Supper at Emmaus traces various important intellectual topics from
the ancient world to the modern period. Generally, as in its
treatment of the question of whether the long-standing contrast
between cyclical and linear views of history is helpful, it
introduces important thinkers who have considered the question. A
preoccupation of the book is the appearance and reappearance across
the centuries of patterns used to organize temporal and cultural
experience. AYer an opening essay on transcendental truth and
cultural relativism, the second chapter traces a distinction,
common in historical writings during the past two centuries,
between an alleged ancient classical "cyclic" view of time and
history, used to describe the claimed repetitiveness of and
similaritiesbetween historical events ("nothing is new under the
sun"), and a contrasting Jewish-Christian linear view, sometimes
described as providential in that it moves through a series of
unique events to some end intended by God. In the latter, history
is "about something," the education of the human race or the
redemption of humankind. As in each of the remaining essays, the
book then attempts to draw out the limitations of what the current
consensus on this topic has become. It does this for such things as
our current understanding of religious toleration, humanism,
natural law, and teleology. Some of the essays, such as those on
debate about Augustine's understanding of marriage or the
concluding illustrated essay on the baroque city of Lecce, are
published for the first time. Others are based on previously
published contributions to the scholarly literature, though
generally each of these chapters concludes with a postscript that
engages with current scholarly debate on the subject.

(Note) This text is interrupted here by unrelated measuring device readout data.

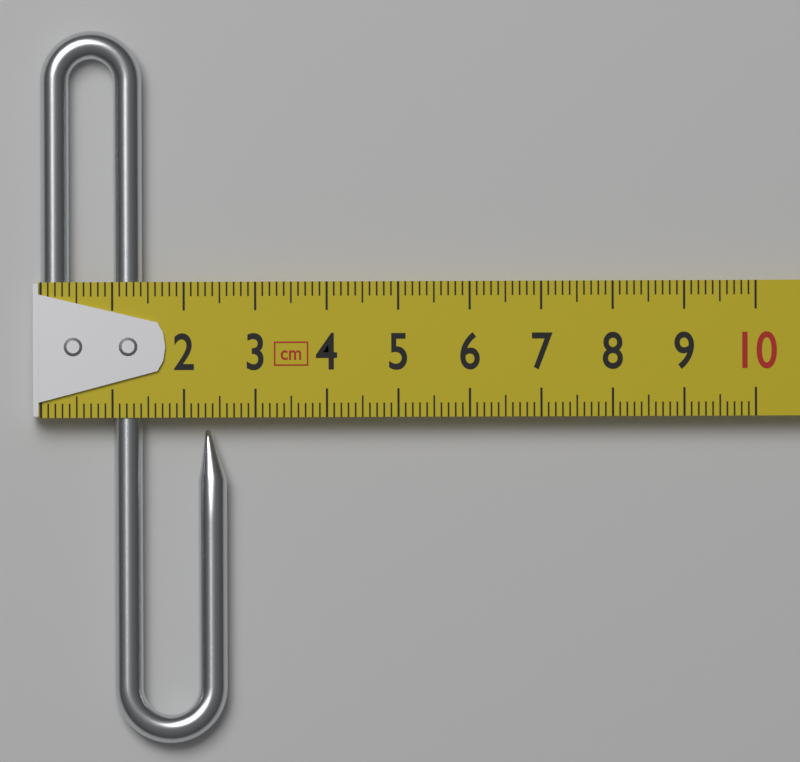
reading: 2.6 cm
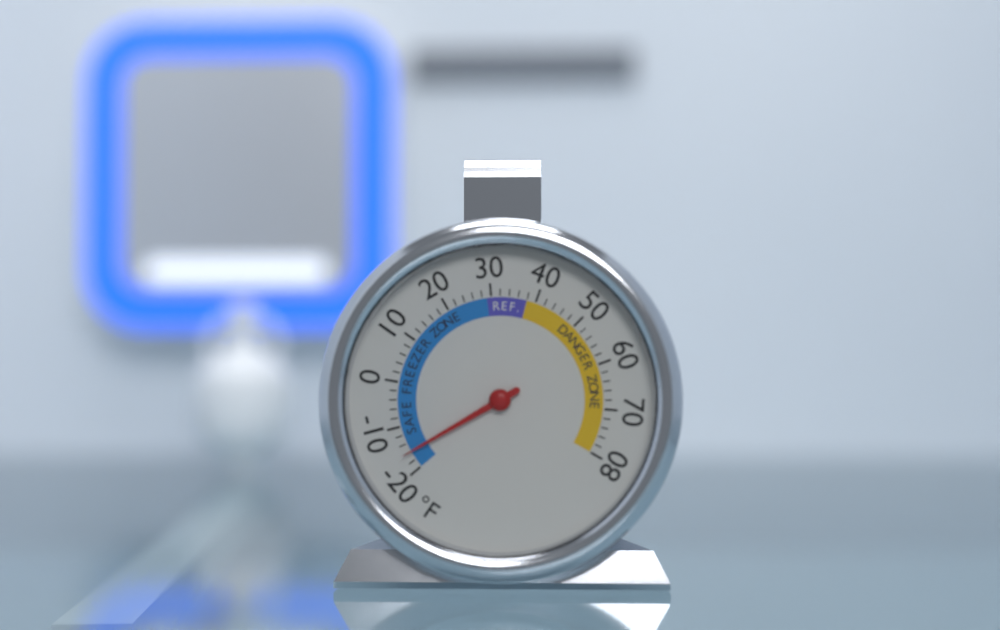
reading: -16 °F
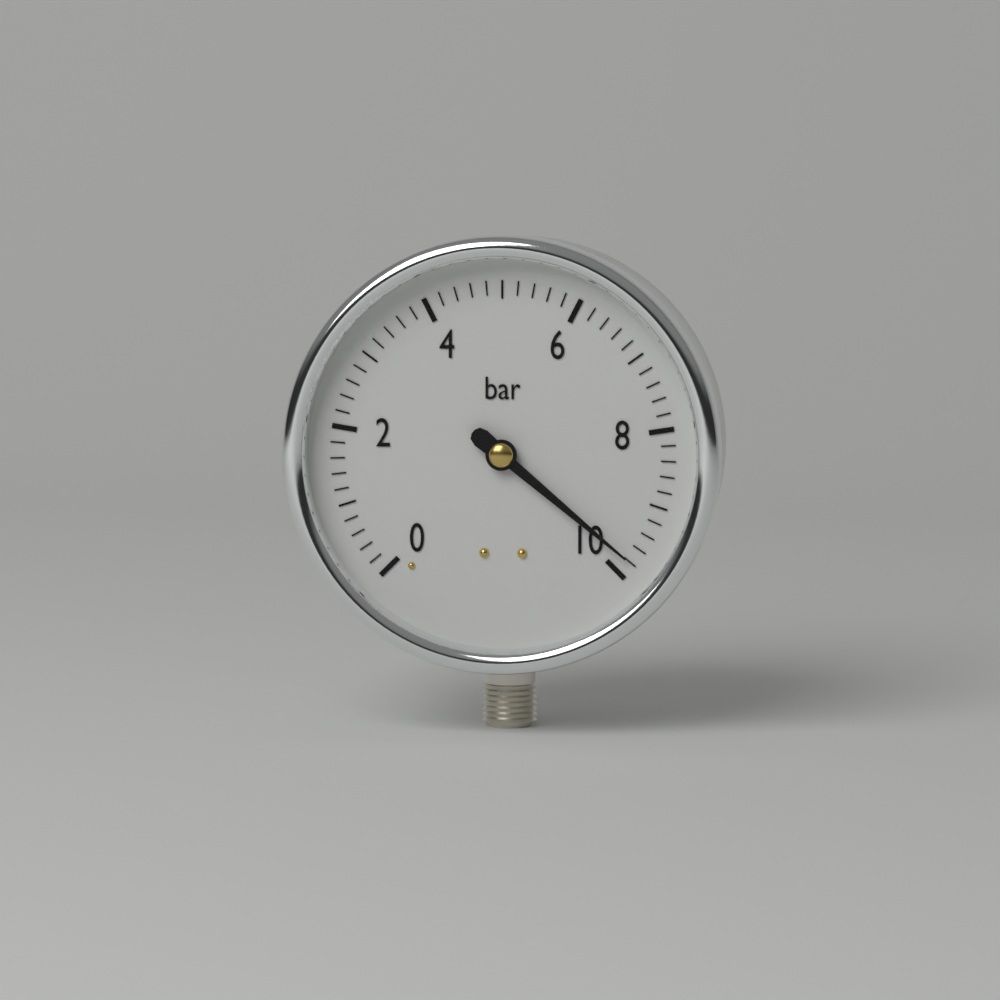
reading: 9.8 bar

Especially concerned with the public nature of religion, Glenn W.
Olsen sets forth an exhaustively researched and persuasive account
of how religion has been reshaped in the modern period. Though
ancient and medieval western writers used various metaphors to
express the idea that humans are aligned to the universe, they also
believed that humans are oriented toward something ""above"" or
transcending themselves. In recent centuries, however, the sense
that humans, while living in nature and history, are oriented to
transcendence has seemingly diminished. For many, God or the gods
have all but disappeared from secular life. In this important and
timely book, Olsen demonstrates with powerful insight that there
are alternatives, and that religion can and should play a role in
restoring a cultural openness to transcendence. He considers such
questions as how we should understand God's presence in the
universe, what form religion should take in the public square, what
role liturgy plays in orienting us toward God in the universe, and
what it means for religion to be in but not of the world. Olsen
examines proposals for recovering an adequate sense of
transcendence for the future. These range from an appreciation of
certain forms of contemporary art and music specifically concerned
with transcendence, through discussion of the forms of Christian
life and worship most likely to prosper in and shape the modern
world. He proposes a contemporary way of expressing the ideas that
God is to be found in all things and that all is to be done to the
Glory of God. Glenn W. Olsen is professor of medieval history at
the University of Utah, with a Ph.D. in the history of the Middle
Ages. He is a frequent contributor to journals such as Communio,
Logos, and Faith and Reason, and is the author of the book
Christian Marriage: A Historical Study.